It's probably best to think of supplementing rather than replacing external food supplies and sources. Raising perishable / vegetable crops and having a source of protein (fowl -> eggs, goat -> milk) would probably be your best bets.
You'd need to spend an extraordiary amount of time preserving harvest: drying, salting, smoking, curing, fermenting, and canning.
On a per-acre and per-hour basis, potatos are probably your best bet. A carb-heavy diet will tend to add pounds.
The traditional native American crops were the Three Sisters: corn, beans, and squash:
These are mutually symbiotic (the beans add nitrogen to the soil, I believe there's some pest-management aspect to this as well).
Preindustrial communities also relied heavily on fishing and shellfish --- another iconic pattern are shell mounds, literally the remnants of shellfish eaten. (See Shell Mound Road in Emeryville, as an example, in the SF Bay Area.) Grazing livestock was another standard.
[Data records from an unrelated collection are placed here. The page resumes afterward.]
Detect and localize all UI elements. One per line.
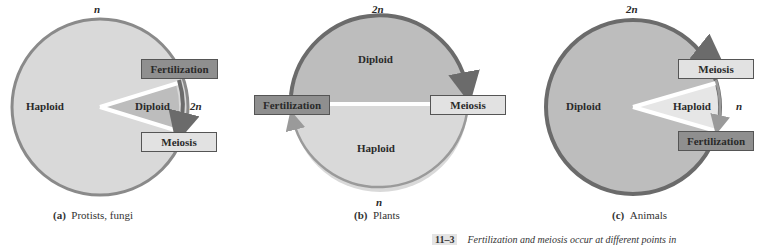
panel-c-top-ploidy: 2n (626, 3, 638, 15)
panel-b-lower-region-label: Haploid (357, 142, 395, 154)
panel-a-top-ploidy: n (94, 3, 100, 15)
panel-a-fertilization-box: Fertilization (141, 59, 218, 79)
panel-c-small-region-label: Haploid (673, 100, 711, 112)
figure-caption: 11–3Fertilization and meiosis occur at d… (432, 234, 676, 245)
panel-b-top-ploidy: 2n (372, 3, 384, 15)
panel-c-fertilization-box: Fertilization (678, 131, 754, 151)
panel-a-meiosis-box: Meiosis (141, 132, 217, 152)
panel-a-side-ploidy: 2n (190, 100, 202, 112)
panel-b-fertilization-box: Fertilization (254, 95, 330, 115)
figure-number: 11–3 (432, 234, 457, 245)
panel-c-side-ploidy: n (736, 100, 742, 112)
panel-b-caption: (b) Plants (354, 209, 400, 221)
panel-a-small-region-label: Diploid (135, 100, 170, 112)
panel-b-upper-region-label: Diploid (358, 53, 393, 65)
panel-c-caption: (c) Animals (612, 209, 667, 221)
panel-b-meiosis-box: Meiosis (430, 95, 506, 115)
panel-a-large-region-label: Haploid (26, 100, 64, 112)
figure-caption-text: Fertilization and meiosis occur at diffe… (467, 234, 676, 245)
panel-a-caption: (a) Protists, fungi (53, 209, 133, 221)
panel-c-large-region-label: Diploid (566, 100, 601, 112)
panel-b-bottom-ploidy: n (376, 196, 382, 208)
panel-c-meiosis-box: Meiosis (678, 59, 754, 79)
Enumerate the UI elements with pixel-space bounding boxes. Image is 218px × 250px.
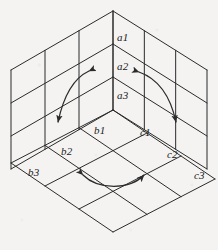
- cell-label-b1: b1: [94, 125, 105, 136]
- cell-label-a1: a1: [117, 32, 128, 43]
- isometric-figure: a1a2a3b1b2b3c1c2c3: [0, 0, 218, 250]
- grid-lines: [11, 11, 215, 232]
- cell-label-b2: b2: [61, 146, 72, 157]
- left-wall-arrow: [58, 71, 89, 122]
- cell-label-c1: c1: [140, 127, 151, 138]
- isometric-diagram-svg: [0, 0, 218, 250]
- cell-label-c3: c3: [194, 170, 205, 181]
- cell-label-c2: c2: [167, 149, 178, 160]
- cell-label-a3: a3: [117, 90, 128, 101]
- cell-label-a2: a2: [117, 61, 128, 72]
- cell-label-b3: b3: [28, 167, 39, 178]
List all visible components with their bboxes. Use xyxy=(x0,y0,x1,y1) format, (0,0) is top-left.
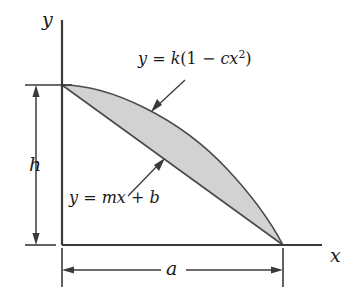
h-dimension-label: h xyxy=(29,155,41,174)
parabola-eqn-c: c xyxy=(220,49,229,68)
parabola-eqn-equals: = xyxy=(152,49,165,68)
line-eqn-m: m xyxy=(102,188,117,207)
straight-line-curve xyxy=(62,85,283,245)
line-eqn-lhs: y xyxy=(69,188,78,207)
line-equation-label: y = mx + b xyxy=(69,190,160,206)
line-eqn-b: b xyxy=(149,188,159,207)
parabola-eqn-lhs: y xyxy=(138,49,147,68)
x-axis-label: x xyxy=(330,246,341,265)
h-arrowhead-bottom xyxy=(32,233,39,245)
y-axis-label: y xyxy=(42,10,53,29)
line-eqn-x: x xyxy=(117,188,126,207)
parabola-eqn-minus: − xyxy=(202,49,215,68)
line-eqn-equals: = xyxy=(83,188,96,207)
parabola-eqn-one: 1 xyxy=(187,49,197,68)
figure-graphic xyxy=(0,0,356,298)
a-arrowhead-left xyxy=(62,266,74,273)
parabola-eqn-close-paren: ) xyxy=(245,49,251,68)
line-eqn-plus: + xyxy=(131,188,144,207)
parabola-eqn-k: k xyxy=(171,49,181,68)
h-arrowhead-top xyxy=(32,85,39,97)
line-leader-arrowhead xyxy=(154,158,165,171)
curve-leader-arrowhead xyxy=(151,99,162,112)
parabola-equation-label: y = k(1 − cx2) xyxy=(138,50,252,67)
a-dimension-label: a xyxy=(166,259,177,278)
figure-container: y x h a y = k(1 − cx2) y = mx + b xyxy=(0,0,356,298)
a-arrowhead-right xyxy=(271,266,283,273)
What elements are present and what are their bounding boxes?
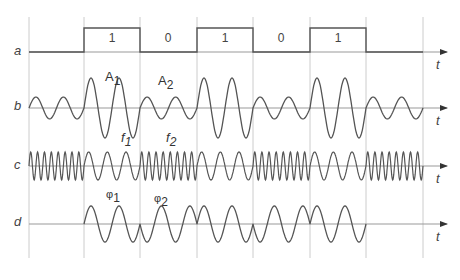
annotation-A2: A2 bbox=[158, 73, 173, 92]
axis-t-label-d: t bbox=[436, 229, 440, 244]
annotation-f1: f1 bbox=[121, 130, 131, 149]
row-label-c: c bbox=[14, 157, 21, 172]
row-label-a: a bbox=[14, 43, 21, 58]
axis-t-label-b: t bbox=[436, 113, 440, 128]
row-label-d: d bbox=[14, 214, 21, 229]
bit-2: 0 bbox=[158, 31, 178, 45]
row-label-b: b bbox=[14, 98, 21, 113]
bit-3: 1 bbox=[215, 31, 235, 45]
axis-t-label-a: t bbox=[436, 57, 440, 72]
annotation-A1: A1 bbox=[105, 69, 120, 88]
annotation-f2: f2 bbox=[166, 130, 176, 149]
annotation-phi1: φ1 bbox=[106, 188, 120, 205]
bit-4: 0 bbox=[271, 31, 291, 45]
annotation-phi2: φ2 bbox=[154, 192, 168, 209]
bit-1: 1 bbox=[102, 31, 122, 45]
waveforms bbox=[29, 28, 423, 242]
axis-t-label-c: t bbox=[436, 171, 440, 186]
bit-5: 1 bbox=[328, 31, 348, 45]
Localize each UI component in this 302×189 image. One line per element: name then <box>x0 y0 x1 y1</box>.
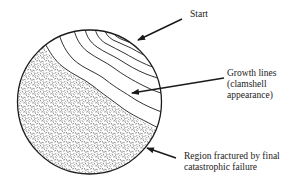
final-failure-label-line2: catastrophic failure <box>184 162 280 173</box>
final-failure-label: Region fractured by final catastrophic f… <box>184 151 280 173</box>
growth-lines-label: Growth lines (clamshell appearance) <box>227 68 276 101</box>
growth-lines-label-line3: appearance) <box>227 90 276 101</box>
start-label-text: Start <box>190 9 208 20</box>
start-arrow <box>138 19 182 40</box>
growth-lines-arrow <box>132 78 224 93</box>
growth-lines-label-line1: Growth lines <box>227 68 276 79</box>
start-label: Start <box>190 9 208 20</box>
final-fracture-region <box>10 40 170 185</box>
final-failure-arrow <box>147 148 176 158</box>
growth-lines-label-line2: (clamshell <box>227 79 276 90</box>
final-failure-label-line1: Region fractured by final <box>184 151 280 162</box>
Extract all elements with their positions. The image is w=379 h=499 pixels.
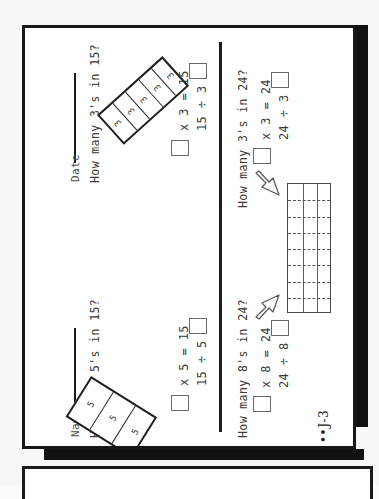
next-page-edge (22, 466, 373, 499)
grid-diagram-24 (287, 183, 331, 313)
grid-row-line (288, 233, 330, 234)
strip-segment-label: 3 (139, 94, 150, 105)
page-shadow-right (355, 25, 368, 427)
strip-segment-label: 3 (152, 82, 163, 93)
equation-multiply-3: x 8 = 24 (259, 327, 273, 388)
equation-divide-1: 15 ÷ 5 = (195, 325, 209, 386)
strip-segment-label: 3 (165, 70, 176, 81)
question-3-text: How many 8's in 24? (236, 299, 250, 438)
grid-row-line (288, 217, 330, 218)
strip-segment-label: 5 (129, 427, 140, 437)
equation-multiply-1: x 5 = 15 (177, 325, 191, 386)
grid-column-line (317, 184, 318, 312)
grid-row-line (288, 265, 330, 266)
grid-row-line (288, 298, 330, 299)
date-field-label: Date (69, 154, 82, 182)
answer-box-multiply-4[interactable] (253, 148, 271, 164)
worksheet-page: Name How many 5's in 15? 5 5 5 x 5 = 15 … (22, 25, 356, 449)
answer-box-multiply-3[interactable] (253, 396, 271, 412)
strip-segment-label: 3 (113, 118, 124, 129)
answer-box-divide-2[interactable] (189, 63, 207, 79)
equation-multiply-2: x 3 = 15 (177, 70, 191, 131)
question-4-text: How many 3's in 24? (236, 69, 250, 208)
strip-segment-label: 5 (85, 399, 96, 409)
column-divider (219, 42, 222, 432)
page-shadow-bottom (44, 449, 364, 460)
strip-segment-label: 3 (126, 106, 137, 117)
grid-row-line (288, 282, 330, 283)
answer-box-divide-3[interactable] (271, 320, 289, 336)
page-code: ••J-3 (317, 410, 331, 443)
strip-segment-label: 5 (107, 413, 118, 423)
answer-box-multiply-2[interactable] (171, 140, 189, 156)
equation-divide-3: 24 ÷ 8 = (277, 327, 291, 388)
grid-row-line (288, 249, 330, 250)
date-write-line (74, 73, 76, 163)
equation-multiply-4: x 3 = 24 (259, 79, 273, 140)
pointer-arrow-upper (253, 168, 285, 200)
grid-row-line (288, 200, 330, 201)
equation-divide-4: 24 ÷ 3 = (277, 79, 291, 140)
strip-diagram-3s: 3 3 3 3 3 (97, 56, 189, 145)
equation-divide-2: 15 ÷ 3 = (195, 70, 209, 131)
pointer-arrow-lower (253, 290, 285, 322)
answer-box-multiply-1[interactable] (171, 395, 189, 411)
grid-column-line (303, 184, 304, 312)
answer-box-divide-4[interactable] (271, 72, 289, 88)
answer-box-divide-1[interactable] (189, 318, 207, 334)
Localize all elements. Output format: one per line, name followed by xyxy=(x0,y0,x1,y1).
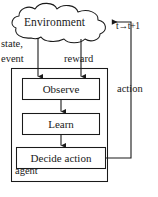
diagram-canvas: Environment state, event reward t→t+1 ac… xyxy=(0,0,158,197)
timestep-label: t→t+1 xyxy=(116,22,140,32)
reward-label: reward xyxy=(64,54,93,65)
state-event-label-line2: event xyxy=(1,54,24,65)
decide-action-label: Decide action xyxy=(16,152,106,164)
observe-label: Observe xyxy=(22,83,100,95)
learn-label: Learn xyxy=(22,118,100,130)
environment-label: Environment xyxy=(24,17,85,29)
action-label: action xyxy=(117,84,143,95)
state-event-label-line1: state, xyxy=(1,39,23,50)
agent-label: agent xyxy=(15,166,38,177)
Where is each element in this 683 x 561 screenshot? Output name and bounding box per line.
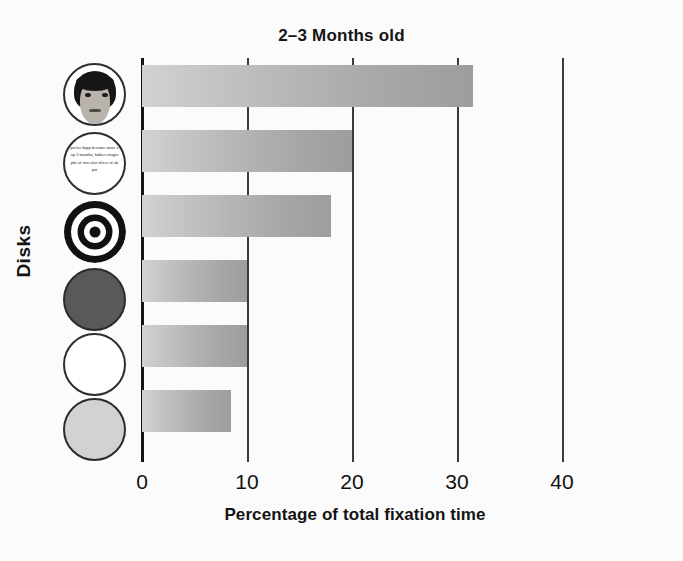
bullseye-ring-5 bbox=[89, 226, 100, 237]
x-axis-label: Percentage of total fixation time bbox=[120, 505, 590, 525]
plot-area bbox=[142, 62, 562, 462]
gridline-20 bbox=[352, 58, 354, 462]
x-tick-20: 20 bbox=[322, 470, 382, 494]
chart-title: 2–3 Months old bbox=[0, 26, 683, 46]
face-fringe bbox=[76, 75, 114, 91]
gridline-40 bbox=[562, 58, 564, 462]
white-disk-icon bbox=[63, 333, 126, 396]
x-tick-10: 10 bbox=[217, 470, 277, 494]
red-disk-icon bbox=[63, 268, 126, 331]
x-tick-0: 0 bbox=[112, 470, 172, 494]
bar-bullseye bbox=[142, 195, 331, 237]
bar-white-disk bbox=[142, 325, 247, 367]
bar-red-disk bbox=[142, 260, 247, 302]
face-eye-right bbox=[102, 93, 108, 97]
y-axis-label: Disks bbox=[13, 191, 35, 311]
newsprint-text: prefer happ become more sop 3 months, ba… bbox=[65, 134, 124, 193]
bullseye-disk-icon bbox=[63, 200, 126, 263]
gridline-10 bbox=[247, 58, 249, 462]
gridline-30 bbox=[457, 58, 459, 462]
x-tick-30: 30 bbox=[427, 470, 487, 494]
x-tick-40: 40 bbox=[532, 470, 592, 494]
yellow-disk-icon bbox=[63, 398, 126, 461]
chart-figure: 2–3 Months old Disks Percentage of total… bbox=[0, 0, 683, 561]
bar-yellow-disk bbox=[142, 390, 231, 432]
bar-face bbox=[142, 65, 473, 107]
newsprint-disk-icon: prefer happ become more sop 3 months, ba… bbox=[63, 132, 126, 195]
face-disk-icon bbox=[63, 63, 126, 126]
face-eye-left bbox=[85, 93, 91, 97]
bar-newsprint bbox=[142, 130, 352, 172]
face-mouth bbox=[89, 109, 101, 112]
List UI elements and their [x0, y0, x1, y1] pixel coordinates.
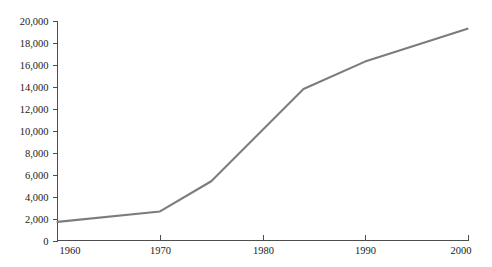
y-tick-label: 4,000 — [25, 192, 49, 203]
y-tick-label: 12,000 — [20, 104, 49, 115]
data-line-series-1 — [58, 29, 468, 222]
y-tick-label: 0 — [43, 236, 48, 247]
x-axis: 19601970198019902000 — [57, 235, 472, 256]
y-tick-label: 10,000 — [20, 126, 49, 137]
y-axis: 02,0004,0006,0008,00010,00012,00014,0001… — [20, 16, 58, 247]
y-tick-label: 14,000 — [20, 82, 49, 93]
x-tick-label: 1960 — [60, 245, 81, 256]
y-axis-tick-labels: 02,0004,0006,0008,00010,00012,00014,0001… — [20, 16, 49, 247]
x-tick-label: 2000 — [451, 245, 472, 256]
y-tick-label: 20,000 — [20, 16, 49, 27]
chart-figure: 02,0004,0006,0008,00010,00012,00014,0001… — [0, 0, 492, 267]
y-tick-label: 8,000 — [25, 148, 49, 159]
y-tick-label: 2,000 — [25, 214, 49, 225]
x-tick-label: 1980 — [253, 245, 274, 256]
line-chart: 02,0004,0006,0008,00010,00012,00014,0001… — [0, 0, 492, 267]
y-tick-label: 6,000 — [25, 170, 49, 181]
x-axis-tick-labels: 19601970198019902000 — [60, 245, 472, 256]
y-tick-label: 18,000 — [20, 38, 49, 49]
plot-area — [58, 29, 468, 222]
y-tick-label: 16,000 — [20, 60, 49, 71]
y-axis-ticks — [53, 22, 58, 242]
x-tick-label: 1970 — [150, 245, 171, 256]
x-axis-ticks — [161, 235, 469, 241]
x-tick-label: 1990 — [355, 245, 376, 256]
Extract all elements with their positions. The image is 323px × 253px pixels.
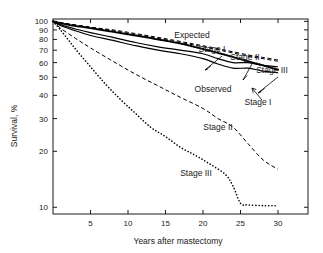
y-tick-label: 70 — [39, 46, 48, 55]
y-axis-title: Survival, % — [9, 104, 19, 147]
annotation-stage2_lo: Stage II — [203, 122, 232, 132]
y-tick-label: 60 — [39, 59, 48, 68]
annotation-stage3_up: Stage III — [256, 65, 288, 75]
annotation-observed: Observed — [195, 84, 232, 94]
data-curves — [53, 21, 278, 205]
annotation-stage1_up: Stage I — [199, 44, 226, 54]
leader-line — [243, 64, 252, 80]
x-axis-title: Years after mastectomy — [134, 236, 224, 246]
x-tick-label: 15 — [161, 219, 170, 228]
x-tick-label: 10 — [124, 219, 133, 228]
annotation-expected: Expected — [174, 30, 210, 40]
y-tick-label: 40 — [39, 91, 48, 100]
y-tick-label: 30 — [39, 115, 48, 124]
x-tick-label: 30 — [274, 219, 283, 228]
y-tick-label: 20 — [39, 147, 48, 156]
leader-arrowhead — [205, 66, 211, 70]
y-tick-label: 50 — [39, 73, 48, 82]
y-tick-label: 10 — [39, 203, 48, 212]
annotation-stage3_lo: Stage III — [180, 168, 212, 178]
survival-chart: 100908070605040302010 51015202530 Expect… — [0, 0, 323, 253]
figure-container: 100908070605040302010 51015202530 Expect… — [0, 0, 323, 253]
y-tick-label: 90 — [39, 26, 48, 35]
x-tick-label: 20 — [199, 219, 208, 228]
annotation-stage2_up: Stage II — [230, 52, 259, 62]
x-tick-label: 25 — [236, 219, 245, 228]
x-tick-label: 5 — [88, 219, 93, 228]
y-tick-label: 80 — [39, 35, 48, 44]
series-line — [53, 21, 278, 169]
leader-arrowhead — [258, 88, 265, 93]
annotation-stage1_lo: Stage I — [245, 97, 272, 107]
series-line — [53, 21, 278, 205]
y-axis-ticks: 100908070605040302010 — [35, 17, 308, 212]
series-line — [53, 21, 278, 72]
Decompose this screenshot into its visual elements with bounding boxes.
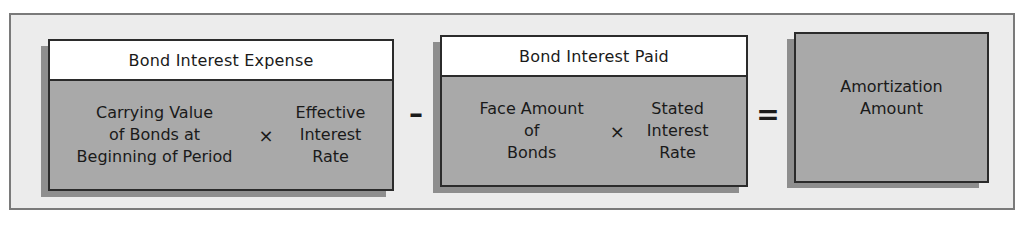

Note that the native population of regions such as the Los Angeles basin may have been a few thousands, and for pre-Columbian North America (including Mexico and Central America) roughly 50 millions.
> You'd need to spend an extraordiary amount of time preserving harvest: drying, salting, smoking, curing, fermenting, and canning.
back in soviet times, we didn't have 365 day a year avaliability of fruit from another side of the planet, and our grandmother used to can hundreds of kilos of fruit and veg in the summer. She would fill up a storage room and that wouod supplement our diet in the colder months.
Its quite a bit of work, like a week or 2, but was normal withing living memory. Also you need equipment: a canning machine, and like 30+ 5-liter glass jars. And this is just one aspect of what you would need.
The epic exploration of east Asian technology, Joseph Needham's Science and Civilisation in China, devotes an entire volume (Vol 6, Part 5) to fermentation and food science. (The series itself is simply phenomenal.)
Canning arrived late to the scene, in the 19th century. It requires glass jars (which are re-usable), and in modern practice, lids which are replaced for each fresh batch. Prior to this, curing and fermentation were heavily relied on for long-term food storage: saurkraut, kimchee, salami, cheese, yoghurt, kefir, tofu, miso, tempeh, many forms of pickling, and of course, fermented alcohols (often employing grains or fruit).
It's probably best to think of supplementing rather than replacing external food supplies and sources. Raising perishable / vegetable crops and having a source of protein (fowl -> eggs, goat -> milk) would probably be your best bets.
You'd need to spend an extraordiary amount of time preserving harvest: drying, salting, smoking, curing, fermenting, and canning.
On a per-acre and per-hour basis, potatos are probably your best bet. A carb-heavy diet will tend to add pounds.
The traditional native American crops were the Three Sisters: corn, beans, and squash:
https://www.almanac.com/content/three-sisters-corn-bean-and-...
These are mutually symbiotic (the beans add nitrogen to the soil, I believe there's some pest-management aspect to this as well).
Preindustrial communities also relied heavily on fishing and shellfish --- another iconic pattern are shell mounds, literally the remnants of shellfish eaten. (See Shell Mound Road in Emeryville, as an example, in the SF Bay Area.) Grazing livestock was another standard.
Note that the native population of regions such as the Los Angeles basin may have been a few thousands, and for pre-Columbian North America (including Mexico and Central America) roughly 50 millions.